This piece of writing goes out to all those who still believe that the fundamentals of democracy are not getting crushed every day in our country. This does not imply that we were truly democratic back in the times of the UPA, but -- as far as I believe -- the people were freer to speak and not get trolled on social media or targeted in the real world.

Before May 2014, it was in “trend” to criticize the government in power, to use degrading terms for the Indian Prime Minister, to use software like Photoshop for ‘mocking’ the Congress Leader and PM and not get trolled or abused for the same. We called one of the leading economists of the world and the most educated Prime Minister in the history of India as the ‘silent PM’ (the most dignified term out of the list of names used for him).

The point I am trying to make here is that people were not abused for name calling earlier. But then the government with ‘development’ as the agenda came and everything changed. Now, before expressing your disagreement on any move the NDA government makes, you have to look around to be sure that people don’t call you anti-national for simply having an opinion that differs from the government. The supporters of this new government which has brought this disturbing ideology of using oppression to deal with dissent prefer to look away or even worse, support it when it is committing an act of oppression.

The supporters, of course, are a reflection of the government they support. In the past 6 months, the student community has seen instability and the silver lining in the cloud is that it has resulted in the unification of students from universities across states. Our country is currently going through what can be termed as a ‘student revolution’.

It all started with the intervention of Ministry of HRD in the internal matters of Hyderabad Central University which claimed the life of Rohith Vemula and has now put Jawaharlal Nehru University in utter chaos. In the beginning, it was about simple demands from the students of HCU, JNU, NIT Srinagar and FTII.

The need to oppress and threaten students for their demands shows the failure of HRD ministry in dealing with the youth of the country. A ministry that is solely dedicated to the upliftment of the same youth is acting against them. Rohith Vemula was a PhD scholar. Kanhaiya Kumar, Umar Khalid, Anirban Bhattacharya and many more like them are all PhD scholars who are well read students and have dared to think and ask. The administration of JNU has slapped them with a fine and rustication for the act of expressing their views. Those who shouted slogans for the destruction of India are still out and unpunished but then we always find scapegoats and we have found them again.

So, let me ask this question to the trolls who do not ‘waste’ a moment in terming anyone against the current as anti-national, Pakistani, sickular, presstitute and what not: when are you planning to finally see what is going on? Are you willing to see that the government failed us when Pakistan’s Intelligence was allowed to investigate the Pathankot attack which was allegedly planned on their land or when the visa given to Uyghur leader was cancelled under the pressure of China (same China that voted against India’s move to blacklist Pakistan based terrorist Maulana Masood Azhar in the UN)? The trolling and name-calling would only stop the day these supporters are willing to put the interest of India and its people above the interest of this government or an individual. It will be the day people will put forth ideas and criticism without a part of them fearing for the undignified responses that they might get.

(This is an opinion piece that appears in Young Citizen. It does not necessarily reflect the views of The Citizen).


# Task to complete
Take from the data every line in which the word "Pineapple" is found.

** Supplied records follows **

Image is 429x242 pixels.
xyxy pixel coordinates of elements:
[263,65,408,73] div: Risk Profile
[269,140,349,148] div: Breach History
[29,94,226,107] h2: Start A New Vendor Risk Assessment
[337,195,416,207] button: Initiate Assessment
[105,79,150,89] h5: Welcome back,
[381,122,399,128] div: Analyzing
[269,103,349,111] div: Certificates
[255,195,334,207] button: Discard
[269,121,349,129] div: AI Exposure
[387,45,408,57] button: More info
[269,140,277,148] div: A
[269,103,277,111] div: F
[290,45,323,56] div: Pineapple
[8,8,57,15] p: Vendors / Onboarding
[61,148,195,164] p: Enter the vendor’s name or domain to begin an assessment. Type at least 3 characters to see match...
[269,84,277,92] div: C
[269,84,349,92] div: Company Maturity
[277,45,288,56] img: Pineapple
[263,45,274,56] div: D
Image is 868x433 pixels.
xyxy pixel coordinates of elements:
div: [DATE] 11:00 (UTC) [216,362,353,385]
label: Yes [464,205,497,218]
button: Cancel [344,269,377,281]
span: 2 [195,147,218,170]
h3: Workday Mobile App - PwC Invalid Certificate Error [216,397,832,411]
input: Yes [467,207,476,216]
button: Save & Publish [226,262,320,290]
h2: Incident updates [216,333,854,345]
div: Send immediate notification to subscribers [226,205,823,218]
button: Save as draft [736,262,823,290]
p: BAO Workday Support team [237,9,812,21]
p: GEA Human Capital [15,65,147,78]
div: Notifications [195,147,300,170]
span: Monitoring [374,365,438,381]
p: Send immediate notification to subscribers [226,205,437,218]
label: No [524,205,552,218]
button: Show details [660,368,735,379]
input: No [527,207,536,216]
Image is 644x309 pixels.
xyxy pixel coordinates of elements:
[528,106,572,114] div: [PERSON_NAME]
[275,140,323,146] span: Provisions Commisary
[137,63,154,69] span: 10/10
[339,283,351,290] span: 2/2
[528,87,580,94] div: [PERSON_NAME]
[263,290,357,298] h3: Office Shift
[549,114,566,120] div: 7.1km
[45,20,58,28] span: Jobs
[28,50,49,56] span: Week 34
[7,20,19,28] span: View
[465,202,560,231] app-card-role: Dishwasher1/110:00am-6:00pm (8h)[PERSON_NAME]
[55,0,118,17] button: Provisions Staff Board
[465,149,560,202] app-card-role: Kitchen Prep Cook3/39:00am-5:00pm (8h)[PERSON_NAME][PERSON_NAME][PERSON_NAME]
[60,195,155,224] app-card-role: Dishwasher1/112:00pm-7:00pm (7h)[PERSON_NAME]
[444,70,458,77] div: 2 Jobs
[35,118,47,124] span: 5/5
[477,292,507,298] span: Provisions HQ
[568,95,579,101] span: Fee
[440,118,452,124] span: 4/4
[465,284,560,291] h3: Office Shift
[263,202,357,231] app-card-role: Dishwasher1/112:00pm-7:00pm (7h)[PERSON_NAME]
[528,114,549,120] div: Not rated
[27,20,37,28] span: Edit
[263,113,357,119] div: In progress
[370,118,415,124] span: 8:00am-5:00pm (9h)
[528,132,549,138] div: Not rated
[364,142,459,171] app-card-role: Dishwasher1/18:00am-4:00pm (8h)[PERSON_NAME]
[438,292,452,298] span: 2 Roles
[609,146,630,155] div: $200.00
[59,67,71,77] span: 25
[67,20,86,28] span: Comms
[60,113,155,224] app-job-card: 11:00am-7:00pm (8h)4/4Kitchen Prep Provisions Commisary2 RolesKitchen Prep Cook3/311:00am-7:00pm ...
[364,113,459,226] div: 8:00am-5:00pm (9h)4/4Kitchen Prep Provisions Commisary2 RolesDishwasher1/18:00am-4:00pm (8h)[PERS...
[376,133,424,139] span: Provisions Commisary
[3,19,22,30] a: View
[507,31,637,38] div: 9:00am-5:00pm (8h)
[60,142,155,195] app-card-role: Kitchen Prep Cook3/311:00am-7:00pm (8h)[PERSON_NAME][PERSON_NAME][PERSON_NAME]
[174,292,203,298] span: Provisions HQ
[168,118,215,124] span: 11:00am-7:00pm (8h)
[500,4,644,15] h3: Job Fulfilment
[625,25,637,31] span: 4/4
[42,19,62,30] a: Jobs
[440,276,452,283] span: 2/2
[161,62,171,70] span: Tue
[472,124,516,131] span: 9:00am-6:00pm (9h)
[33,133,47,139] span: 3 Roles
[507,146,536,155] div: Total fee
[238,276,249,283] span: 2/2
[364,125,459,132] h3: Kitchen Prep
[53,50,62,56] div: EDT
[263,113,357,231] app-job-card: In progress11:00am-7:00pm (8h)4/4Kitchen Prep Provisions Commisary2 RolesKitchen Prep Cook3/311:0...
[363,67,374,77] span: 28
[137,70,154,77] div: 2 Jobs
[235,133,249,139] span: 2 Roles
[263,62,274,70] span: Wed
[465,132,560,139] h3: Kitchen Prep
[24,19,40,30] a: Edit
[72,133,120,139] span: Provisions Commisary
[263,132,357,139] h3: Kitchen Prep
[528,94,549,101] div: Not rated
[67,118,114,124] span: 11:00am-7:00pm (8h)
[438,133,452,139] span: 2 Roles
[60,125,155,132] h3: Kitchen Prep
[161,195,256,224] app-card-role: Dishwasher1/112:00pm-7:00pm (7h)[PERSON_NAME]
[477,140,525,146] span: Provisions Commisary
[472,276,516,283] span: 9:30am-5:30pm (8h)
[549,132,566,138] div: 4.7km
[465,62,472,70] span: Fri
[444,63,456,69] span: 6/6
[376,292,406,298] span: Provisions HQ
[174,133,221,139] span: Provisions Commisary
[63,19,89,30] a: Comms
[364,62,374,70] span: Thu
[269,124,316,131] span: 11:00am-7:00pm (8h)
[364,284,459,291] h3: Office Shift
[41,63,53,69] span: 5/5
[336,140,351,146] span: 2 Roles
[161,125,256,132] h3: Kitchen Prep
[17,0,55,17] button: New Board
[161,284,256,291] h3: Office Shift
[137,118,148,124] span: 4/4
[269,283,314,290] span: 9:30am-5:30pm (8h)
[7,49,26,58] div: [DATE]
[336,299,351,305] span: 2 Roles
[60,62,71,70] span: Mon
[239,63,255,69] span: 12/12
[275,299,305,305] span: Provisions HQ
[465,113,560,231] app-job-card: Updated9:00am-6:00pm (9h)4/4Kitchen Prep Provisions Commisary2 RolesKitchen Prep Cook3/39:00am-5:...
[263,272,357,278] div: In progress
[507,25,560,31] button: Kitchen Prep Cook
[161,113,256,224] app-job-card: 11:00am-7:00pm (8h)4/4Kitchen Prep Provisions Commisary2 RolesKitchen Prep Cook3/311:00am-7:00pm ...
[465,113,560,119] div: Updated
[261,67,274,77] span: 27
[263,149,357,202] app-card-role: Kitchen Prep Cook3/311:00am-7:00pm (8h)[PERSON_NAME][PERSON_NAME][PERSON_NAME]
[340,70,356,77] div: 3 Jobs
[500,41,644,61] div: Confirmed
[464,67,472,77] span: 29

** End of Supplied records **
** Supplied records follows **

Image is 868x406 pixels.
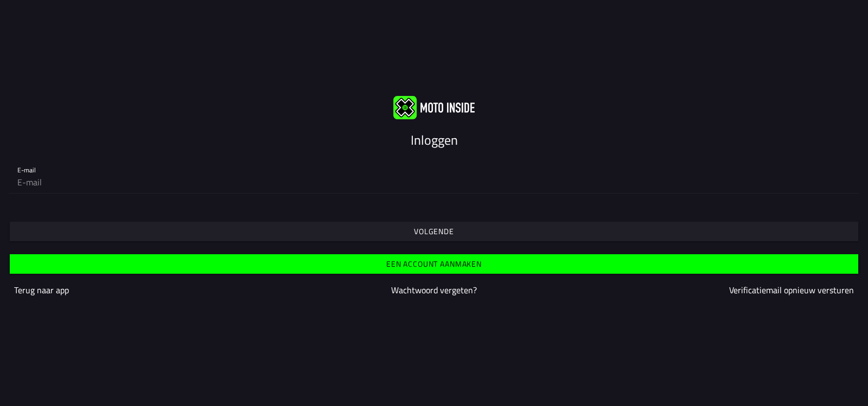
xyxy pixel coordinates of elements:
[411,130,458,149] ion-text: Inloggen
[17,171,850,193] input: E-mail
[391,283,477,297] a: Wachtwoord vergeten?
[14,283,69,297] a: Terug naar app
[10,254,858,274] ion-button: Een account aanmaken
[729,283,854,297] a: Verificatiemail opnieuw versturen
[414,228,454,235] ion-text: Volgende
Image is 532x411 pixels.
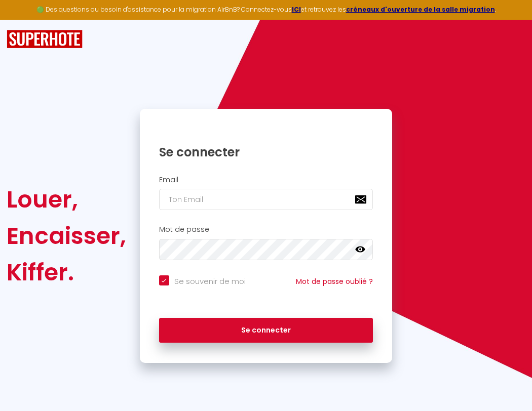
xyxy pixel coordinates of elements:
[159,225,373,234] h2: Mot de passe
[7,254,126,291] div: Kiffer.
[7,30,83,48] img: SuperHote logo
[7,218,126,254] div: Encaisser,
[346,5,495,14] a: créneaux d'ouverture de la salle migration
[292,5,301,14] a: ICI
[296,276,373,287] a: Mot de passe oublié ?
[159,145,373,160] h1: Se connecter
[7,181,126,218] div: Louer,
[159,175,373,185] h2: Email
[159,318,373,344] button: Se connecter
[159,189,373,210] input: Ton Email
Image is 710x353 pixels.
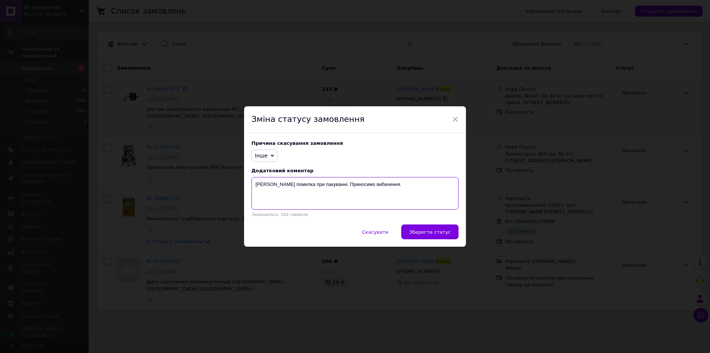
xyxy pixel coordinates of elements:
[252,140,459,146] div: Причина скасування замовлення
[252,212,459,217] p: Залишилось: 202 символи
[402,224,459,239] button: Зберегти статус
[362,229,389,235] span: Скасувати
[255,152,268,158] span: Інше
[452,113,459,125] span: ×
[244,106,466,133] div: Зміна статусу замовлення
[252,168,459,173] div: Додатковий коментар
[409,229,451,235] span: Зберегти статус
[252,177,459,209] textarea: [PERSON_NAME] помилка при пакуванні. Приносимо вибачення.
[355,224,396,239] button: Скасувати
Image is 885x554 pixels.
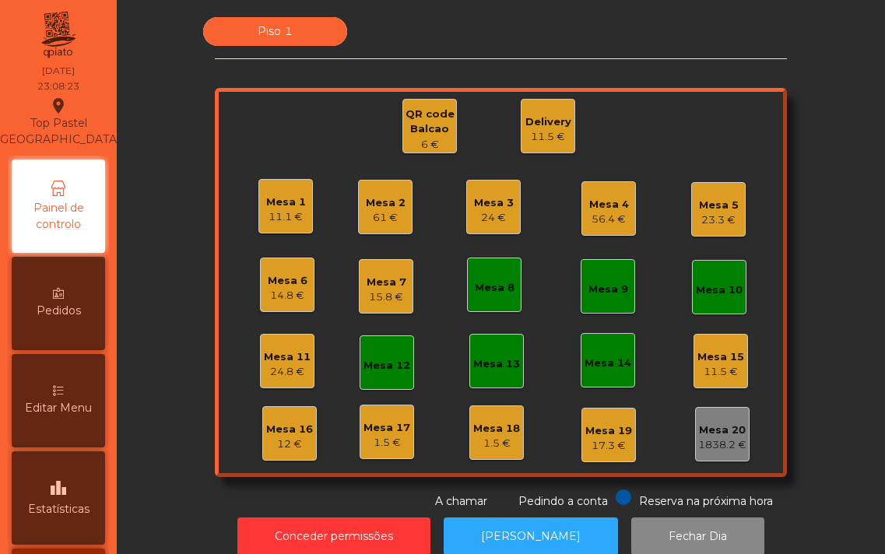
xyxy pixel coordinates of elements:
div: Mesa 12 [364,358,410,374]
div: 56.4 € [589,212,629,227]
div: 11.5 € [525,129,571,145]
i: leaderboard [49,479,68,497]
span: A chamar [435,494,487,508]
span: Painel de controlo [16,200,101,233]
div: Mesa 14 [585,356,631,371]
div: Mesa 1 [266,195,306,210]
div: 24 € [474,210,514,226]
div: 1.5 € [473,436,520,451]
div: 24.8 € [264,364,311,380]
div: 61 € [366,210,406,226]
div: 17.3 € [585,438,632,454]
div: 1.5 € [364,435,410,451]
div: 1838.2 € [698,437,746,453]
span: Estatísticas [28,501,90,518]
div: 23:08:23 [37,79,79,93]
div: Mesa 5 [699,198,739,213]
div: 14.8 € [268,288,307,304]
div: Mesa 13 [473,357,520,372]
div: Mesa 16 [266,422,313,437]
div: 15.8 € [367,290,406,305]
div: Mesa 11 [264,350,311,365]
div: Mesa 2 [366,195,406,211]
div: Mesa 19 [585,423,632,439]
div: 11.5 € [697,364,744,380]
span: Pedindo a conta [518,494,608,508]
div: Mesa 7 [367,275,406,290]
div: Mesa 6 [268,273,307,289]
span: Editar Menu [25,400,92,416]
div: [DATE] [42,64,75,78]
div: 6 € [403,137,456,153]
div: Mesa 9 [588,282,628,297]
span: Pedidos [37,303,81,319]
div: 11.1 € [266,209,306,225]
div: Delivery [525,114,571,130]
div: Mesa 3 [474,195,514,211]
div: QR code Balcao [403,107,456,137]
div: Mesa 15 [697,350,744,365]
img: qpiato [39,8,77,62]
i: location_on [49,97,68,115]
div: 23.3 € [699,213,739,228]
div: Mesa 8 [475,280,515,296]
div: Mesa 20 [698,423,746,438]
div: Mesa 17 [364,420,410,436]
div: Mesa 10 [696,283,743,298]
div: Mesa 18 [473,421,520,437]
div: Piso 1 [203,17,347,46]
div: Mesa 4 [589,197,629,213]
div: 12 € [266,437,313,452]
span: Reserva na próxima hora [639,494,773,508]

** End of Supplied records **

# Solution to this problem
[290,45,323,56] div: Pineapple
[277,45,288,56] img: Pineapple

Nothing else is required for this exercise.